The Venus Express mission aims at a global investigation of the Venus atmosphere, plasma environment, and some surface properties from orbit. The instruments PFS and SPICAV inherited from the Mars Express mission and VIRTIS from Rosetta form a powerful spectrometric and spectro-imaging payload suite. Venus Monitoring Camera (VMC) – a miniature wide-angle camera with 17.5º field of view – was specifically designed and built to complement these experiments and provide imaging context for the mission. The figure shows the VMC instrument with one side of the box taken off.
VMC will take images of Venus in four narrow band filters centered at 365, 513, 965, and 1000 nm all sharing one CCD detector. Spatial resolution on the cloud tops will range from 0.2 km/px in pericentre to 45 km/px in apocentre where full Venus disc will be in the field of view. VMC will significantly contribute to the study of cloud structure and morphology, atmospheric dynamics, and surface imaging. The UV channel will be used to investigate distribution and nature of the unknown UV absorber, to determine the wind field at the cloud tops (70 km) by tracking UV features, and to study wave phenomena. The night side observations in the near-infrared filter at 1000 nm, which is centered at the atmospheric transparency “window”, will provide for the first time thermal imaging of the Venus surface from orbit. These observations will determine spatial distribution of surface temperature and will search for active volcanoes. This channel will also yield global wind field in the main cloud deck (50 km) by tracking near-IR features. The other near-IR channel (965 nm) centered at the absorption band of atmospheric water will investigate H2O spatial distribution at the cloud tops on the day side and in the lower 10 km at night. The visible channel at 513 nm was designed to map the O2 airglow and its variability on the night side. The VMC images and movies of the cloud motions Venus atmosphere will be of significant interest for the public outreach programme.
The tests in cruise included the observations of stars, Venus, and Earth-Moon system and stray light tests. They demonstrated good performance of the instrument. The figure shows false colour image of the Earth and Moon taken by VMC from a distance of 3.5 Mkm. Both planets were only few VMC pixels across. The visible and UV channels were strongly overexposed.
The VMC instrument was designed and manufactured in cooperation with the Institute of Computer and Communication Network Engineering (IDA, Technical University, Braunschweig) and the Institute for Planetary Exploration (DLR, Berlin) with the MPS being the PI institute. The optics was manufactured by the FISBA OPTIKS (St. Gallen, Switzerland).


▶ _EXERCISE REQUIREMENTS_: For every line in the records that has the word "Percentage", make a copy.

▶ _THE DATA_:
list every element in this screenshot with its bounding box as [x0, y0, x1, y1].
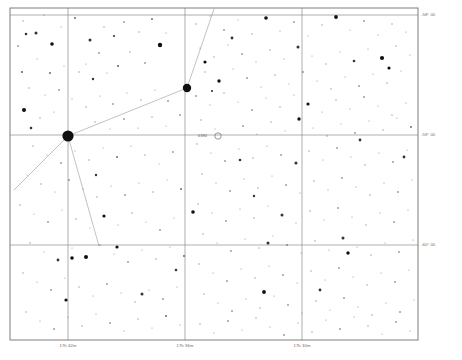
bright-star [62, 130, 73, 141]
star-point [173, 217, 174, 218]
star-point [43, 251, 44, 252]
star-point [217, 79, 220, 82]
star-point [312, 127, 313, 128]
star-point [327, 189, 328, 190]
star-point [78, 71, 79, 72]
star-point [44, 94, 45, 95]
star-point [183, 255, 185, 257]
star-point [165, 315, 167, 317]
star-point [82, 188, 83, 189]
star-point [226, 280, 228, 282]
star-point [57, 259, 60, 262]
star-point [368, 120, 369, 121]
star-point [89, 39, 92, 42]
star-point [243, 178, 244, 179]
star-point [159, 229, 161, 231]
star-point [112, 103, 114, 105]
star-point [32, 145, 33, 146]
star-point [78, 286, 79, 287]
star-point [342, 237, 345, 240]
dec-tick-label: -59° 00 [421, 132, 461, 137]
star-point [349, 29, 350, 30]
star-point [158, 43, 162, 47]
star-point [282, 274, 284, 276]
star-point [328, 249, 329, 250]
star-point [315, 300, 316, 301]
star-point [253, 217, 254, 218]
star-point [251, 109, 253, 111]
star-point [309, 210, 310, 211]
star-point [284, 130, 285, 131]
star-point [252, 157, 253, 158]
star-point [21, 71, 23, 73]
star-point [211, 212, 212, 213]
star-point [197, 203, 198, 204]
star-point [411, 179, 412, 180]
star-point [231, 310, 233, 312]
star-point [19, 204, 20, 205]
star-point [117, 65, 119, 67]
star-point [137, 318, 138, 319]
star-point [397, 191, 399, 193]
star-point [379, 212, 380, 213]
star-point [158, 163, 159, 164]
star-point [179, 114, 181, 116]
star-point [237, 19, 238, 20]
star-point [287, 304, 289, 306]
star-point [350, 156, 351, 157]
star-point [245, 298, 246, 299]
star-point [102, 214, 105, 217]
star-point [405, 102, 406, 103]
star-point [286, 244, 288, 246]
star-point [95, 174, 97, 176]
star-point [324, 279, 325, 280]
star-point [268, 265, 269, 266]
star-point [413, 299, 414, 300]
star-point [223, 29, 225, 31]
star-point [300, 252, 301, 253]
star-point [103, 26, 104, 27]
star-point [109, 128, 110, 129]
dec-tick-label: -58° 00 [421, 12, 461, 17]
star-point [232, 68, 233, 69]
star-point [259, 307, 260, 308]
star-point [138, 31, 139, 32]
star-point [255, 317, 256, 318]
star-point [40, 183, 41, 184]
star-point [138, 182, 139, 183]
star-point [60, 162, 62, 164]
star-point [297, 322, 298, 323]
star-point [85, 63, 86, 64]
star-point [17, 45, 19, 47]
star-point [396, 117, 397, 118]
star-point [334, 15, 338, 19]
star-point [266, 145, 267, 146]
star-point [378, 152, 379, 153]
star-point [394, 281, 396, 283]
star-point [120, 292, 121, 293]
star-point [301, 312, 302, 313]
star-point [279, 30, 280, 31]
star-point [370, 254, 371, 255]
star-point [39, 320, 40, 321]
star-point [311, 55, 312, 56]
star-point [316, 80, 317, 81]
star-point [227, 320, 229, 322]
star-point [81, 325, 82, 326]
star-point [217, 302, 218, 303]
star-point [46, 154, 47, 155]
star-point [22, 108, 26, 112]
star-point [131, 212, 132, 213]
star-point [127, 261, 129, 263]
star-point [386, 82, 387, 83]
star-point [363, 20, 365, 22]
star-point [354, 132, 356, 134]
deep-sky-object-label: 6380 [198, 133, 207, 138]
star-point [395, 45, 396, 46]
star-point [209, 104, 210, 105]
star-chart-root: 17h 42m17h 36m17h 30m-58° 00-59° 00-60° … [0, 0, 462, 360]
star-point [102, 147, 103, 148]
star-point [281, 214, 284, 217]
star-point [179, 324, 180, 325]
star-point [39, 117, 40, 118]
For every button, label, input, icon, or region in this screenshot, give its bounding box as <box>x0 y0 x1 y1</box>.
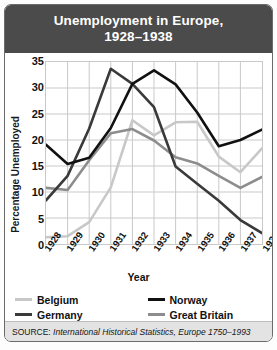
legend-swatch-norway <box>148 298 165 302</box>
y-axis-title-text: Percentage Unemployed <box>10 116 21 233</box>
series-canvas <box>46 62 262 244</box>
y-tick-label: 10 <box>32 187 44 198</box>
chart-figure: Unemployment in Europe,1928–1938 Percent… <box>0 0 277 350</box>
x-axis-ticks: 1928192919301931193219331934193519361937… <box>45 247 263 291</box>
legend-label-great-britain: Great Britain <box>170 309 234 321</box>
legend-label-norway: Norway <box>170 294 208 306</box>
y-tick-label: 35 <box>32 56 44 67</box>
chart-legend: Belgium Norway Germany Great Britain <box>5 290 272 324</box>
source-note: SOURCE: International Historical Statist… <box>5 327 251 337</box>
chart-title-bar: Unemployment in Europe,1928–1938 <box>5 5 272 53</box>
y-tick-label: 25 <box>32 108 44 119</box>
legend-swatch-germany <box>15 313 32 317</box>
legend-swatch-great-britain <box>148 313 165 317</box>
source-prefix: SOURCE: <box>12 327 53 337</box>
y-axis-ticks: 05101520253035 <box>22 53 44 253</box>
chart-frame: Unemployment in Europe,1928–1938 Percent… <box>4 4 273 342</box>
legend-label-germany: Germany <box>37 309 83 321</box>
plot-area-wrapper <box>45 61 263 245</box>
title-line-1: Unemployment in Europe, <box>54 13 224 28</box>
plot-area <box>45 61 263 245</box>
title-line-2: 1928–1938 <box>104 29 172 44</box>
y-tick-label: 5 <box>38 213 44 224</box>
legend-label-belgium: Belgium <box>37 294 78 306</box>
y-tick-label: 15 <box>32 161 44 172</box>
page-title: Unemployment in Europe,1928–1938 <box>54 13 224 45</box>
legend-swatch-belgium <box>15 298 32 302</box>
y-axis-title: Percentage Unemployed <box>7 99 23 249</box>
y-tick-label: 20 <box>32 134 44 145</box>
legend-row-2: Germany Great Britain <box>15 307 262 322</box>
x-axis-title: Year <box>5 271 272 283</box>
x-axis-title-text: Year <box>127 271 149 283</box>
legend-item-norway[interactable]: Norway <box>130 294 263 306</box>
legend-item-germany[interactable]: Germany <box>15 309 130 321</box>
source-citation: International Historical Statistics, Eur… <box>53 327 251 337</box>
source-bar: SOURCE: International Historical Statist… <box>5 321 272 341</box>
legend-row-1: Belgium Norway <box>15 292 262 307</box>
y-tick-label: 30 <box>32 82 44 93</box>
legend-item-belgium[interactable]: Belgium <box>15 294 130 306</box>
chart-body: Percentage Unemployed 05101520253035 192… <box>5 53 272 290</box>
legend-item-great-britain[interactable]: Great Britain <box>130 309 263 321</box>
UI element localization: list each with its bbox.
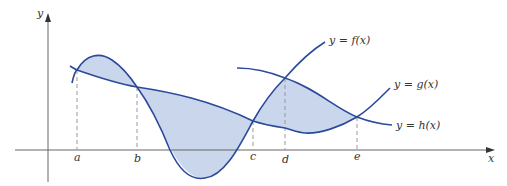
area-between-curves-diagram: y x a b c d e y = f(x) y = g(x) y = h(x) (0, 0, 507, 186)
point-b-label: b (134, 152, 141, 165)
x-axis-label: x (488, 152, 495, 165)
point-d-label: d (282, 153, 289, 166)
curve-g-label: y = g(x) (393, 78, 438, 91)
curve-h-label: y = h(x) (395, 119, 440, 132)
y-axis-arrow-icon (45, 13, 51, 22)
region-c-d (253, 78, 285, 128)
point-e-label: e (354, 150, 361, 163)
shaded-regions (77, 55, 357, 178)
point-a-label: a (74, 151, 81, 164)
curve-f-label: y = f(x) (328, 34, 370, 47)
region-d-e (285, 78, 357, 133)
curves (70, 42, 392, 178)
y-axis-label: y (36, 7, 44, 20)
region-b-c (137, 87, 253, 178)
point-c-label: c (250, 150, 256, 163)
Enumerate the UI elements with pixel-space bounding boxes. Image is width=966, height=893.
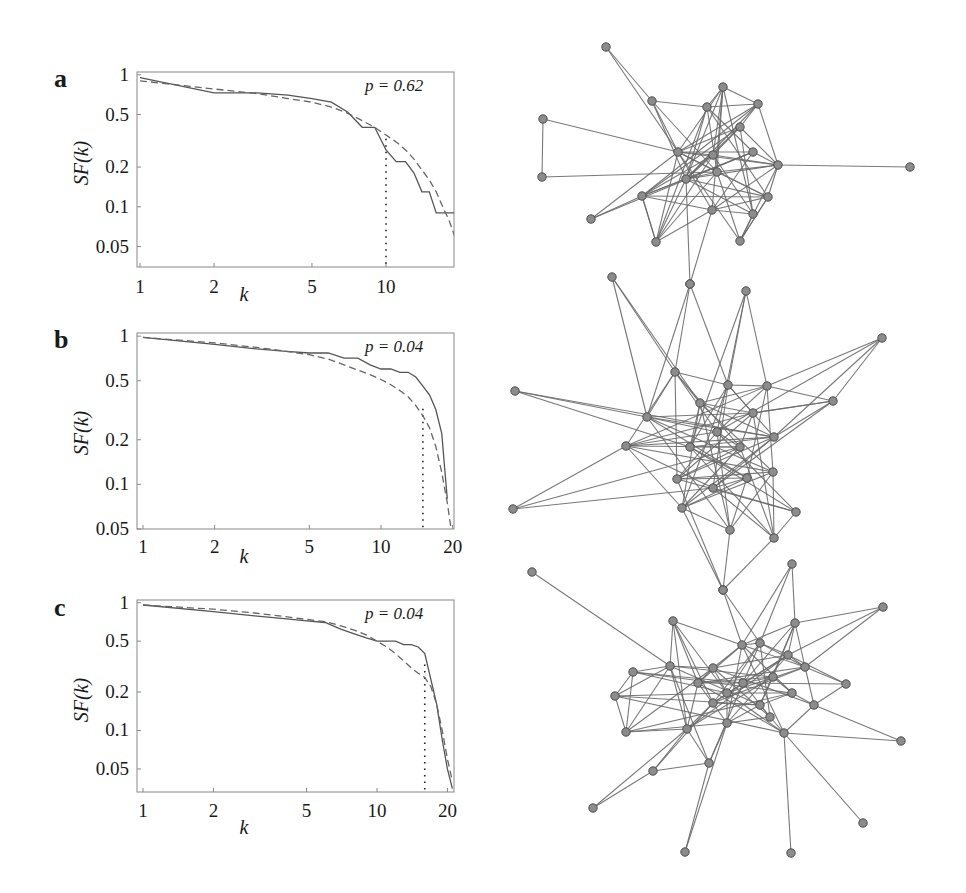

▶ _THE COMPLETED TASK_:
y-axis-title-text: Percentage Unemployed <box>10 116 21 233</box>
y-axis-title: Percentage Unemployed <box>7 99 23 249</box>
chart-body: Percentage Unemployed 05101520253035 192… <box>5 53 272 290</box>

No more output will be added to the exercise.